CUTS to public service pension schemes have “gone too far,” unions warn today as a report finds that employees are paying “substantially more” towards them.
According to today’s National Audit Office (NAO) report, members of the four schemes covering the armed forces, Civil Service, teachers and the NHS, are paying an average of 8.5 per cent of their income towards their retirement.
The average of £2,700 in contributions in 2019-20 is 33 per cent more in real terms than 10 years before, despite a 12 per cent real-terms fall in pay over the same decade.
National Education Union (NEU) joint general secretary Kevin Courtney said that the dramatic increase, which is the result of reforms in 2011 and 2015, showed that the government’s cuts to public service pension schemes have “gone too far.”
The report shows that average pensions across the four schemes have risen by 16 per cent in real terms over the past 20 years, to about £10,000.
But Mr Courtney pointed out that the average pension paid to teachers had fallen from £13,679 in 1999/2000 to £12,337 last year.
The average pension paid to men across the four schemes, at £14,100, is nearly double that of £7,750 paid to women, the report found.
Mr Courtney called on the government “to work on reducing the gender pensions gap.”
Total payments from the schemes have doubled in real terms over the last 20 years, to £33.5 billion, but the bulk of the increase — some £10.1 billion — is the result of a 69 per cent increase in the number of pensioners, to 2.8 million.
Mr Courtney said: “As the NAO makes clear, the vast majority of the increase in the amount paid is due to the increase in the number of public service pensioners, which is a known demographic consequence of the baby boomer generation reaching retirement.
“The correct way of looking at public service pension costs is as a percentage of GDP. Public service pensions are affordable now at around 2 per cent of GDP, but are due to fall to 1.5 per cent of GDP by 2064/65.
“There is no justification for further politically motivated attacks on public service pensions.”
Unite national officer Caren Evans said: “These corrosive attacks on the scheme must stop.
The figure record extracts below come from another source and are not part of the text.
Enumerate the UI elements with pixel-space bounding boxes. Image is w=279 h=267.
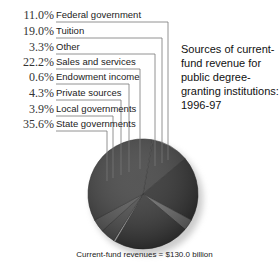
category-label: Local governments (56, 103, 137, 114)
percent-label: 35.6% (23, 117, 54, 131)
title-line: granting institutions: (181, 84, 279, 98)
category-label: Private sources (56, 87, 122, 98)
legend-labels: 11.0%Federal government19.0%Tuition3.3%O… (23, 8, 141, 131)
chart-title: Sources of current- fund revenue for pub… (181, 42, 279, 112)
category-label: Other (56, 41, 80, 52)
title-line: public degree- (181, 70, 279, 84)
pie-shading (88, 139, 198, 249)
title-line: Sources of current- (181, 42, 279, 56)
category-label: Federal government (56, 9, 141, 20)
percent-label: 3.3% (29, 40, 54, 54)
chart-footer: Current-fund revenues = $130.0 billion (0, 250, 279, 259)
category-label: Endowment income (56, 71, 139, 82)
percent-label: 3.9% (29, 102, 54, 116)
title-line: fund revenue for (181, 56, 279, 70)
percent-label: 19.0% (23, 24, 54, 38)
pie-chart: 11.0%Federal government19.0%Tuition3.3%O… (0, 0, 279, 267)
percent-label: 0.6% (29, 70, 54, 84)
category-label: State governments (56, 118, 136, 129)
category-label: Sales and services (56, 56, 136, 67)
percent-label: 22.2% (23, 55, 54, 69)
percent-label: 4.3% (29, 86, 54, 100)
percent-label: 11.0% (23, 8, 54, 22)
title-line: 1996-97 (181, 98, 279, 112)
category-label: Tuition (56, 25, 84, 36)
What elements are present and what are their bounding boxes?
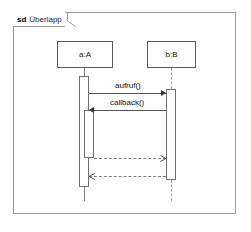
lifeline-label-b: b:B xyxy=(165,50,177,59)
frame-tab-corner-cut xyxy=(67,12,76,27)
message-label-aufruf: aufruf() xyxy=(115,81,141,90)
return-line-to-a xyxy=(89,176,166,177)
lifeline-line-b-top xyxy=(171,68,172,89)
lifeline-line-b-bottom xyxy=(171,180,172,201)
lifeline-line-a-bottom xyxy=(84,187,85,201)
frame-label-tab: sd Überlapp xyxy=(13,12,65,27)
return-arrowhead-to-a xyxy=(88,173,94,180)
lifeline-label-a: a:A xyxy=(79,50,91,59)
activation-bar-a-inner[interactable] xyxy=(84,110,94,158)
message-arrowhead-aufruf xyxy=(161,90,166,96)
lifeline-head-a[interactable]: a:A xyxy=(57,41,113,68)
lifeline-line-a-top xyxy=(84,68,85,76)
frame-name-label: Überlapp xyxy=(29,16,61,24)
message-arrowhead-callback xyxy=(89,107,94,113)
message-line-aufruf xyxy=(89,93,166,94)
interaction-frame xyxy=(13,12,236,214)
message-label-callback: callback() xyxy=(110,98,144,107)
return-line-to-b xyxy=(94,158,166,159)
message-line-callback xyxy=(89,110,166,111)
sequence-diagram-canvas: sd Überlapp a:A b:B aufruf() callback() xyxy=(0,0,251,232)
lifeline-head-b[interactable]: b:B xyxy=(147,41,196,68)
frame-kind-label: sd xyxy=(17,16,26,24)
activation-bar-b[interactable] xyxy=(166,89,176,180)
return-arrowhead-to-b xyxy=(160,155,166,162)
tab-bottom-border xyxy=(13,26,65,27)
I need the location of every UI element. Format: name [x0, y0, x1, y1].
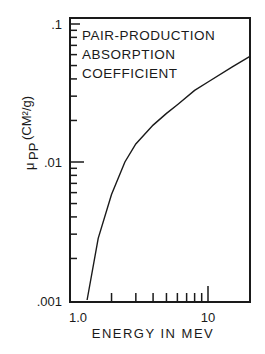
- y-axis-label: μ PP (CM²/g): [19, 96, 41, 170]
- chart-title-line-1: PAIR-PRODUCTION: [82, 28, 215, 43]
- x-tick-label: 1.0: [69, 310, 87, 325]
- y-tick-label: .001: [37, 294, 62, 309]
- svg-text:μ: μ: [22, 163, 37, 171]
- x-tick-label: 10: [201, 310, 215, 325]
- data-curve: [87, 57, 249, 300]
- chart-canvas: .1 .01 .001 1.0 10 ENERGY IN MEV μ PP (C…: [0, 0, 265, 354]
- chart-title-line-3: COEFFICIENT: [82, 66, 178, 81]
- svg-text:PP: PP: [26, 143, 41, 160]
- svg-text:(CM²/g): (CM²/g): [19, 96, 34, 140]
- x-axis-label: ENERGY IN MEV: [92, 326, 215, 341]
- x-axis-ticks: [112, 286, 208, 302]
- y-tick-label: .01: [44, 155, 62, 170]
- chart-title-line-2: ABSORPTION: [82, 47, 176, 62]
- y-tick-label: .1: [51, 17, 62, 32]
Many employees are on relatively low pay and increased contributions impact adversely on take-home pay.
“The average civil servant doesn’t get a fantastic pension upon retirement, even though they are now paying more in.”
NAO head Gareth Davies said: “HM Treasury’s reforms will help to contain future increases in costs for taxpayers.”
However the office acknowledged that the government could do more to consider how pensions can help recruit and retain staff.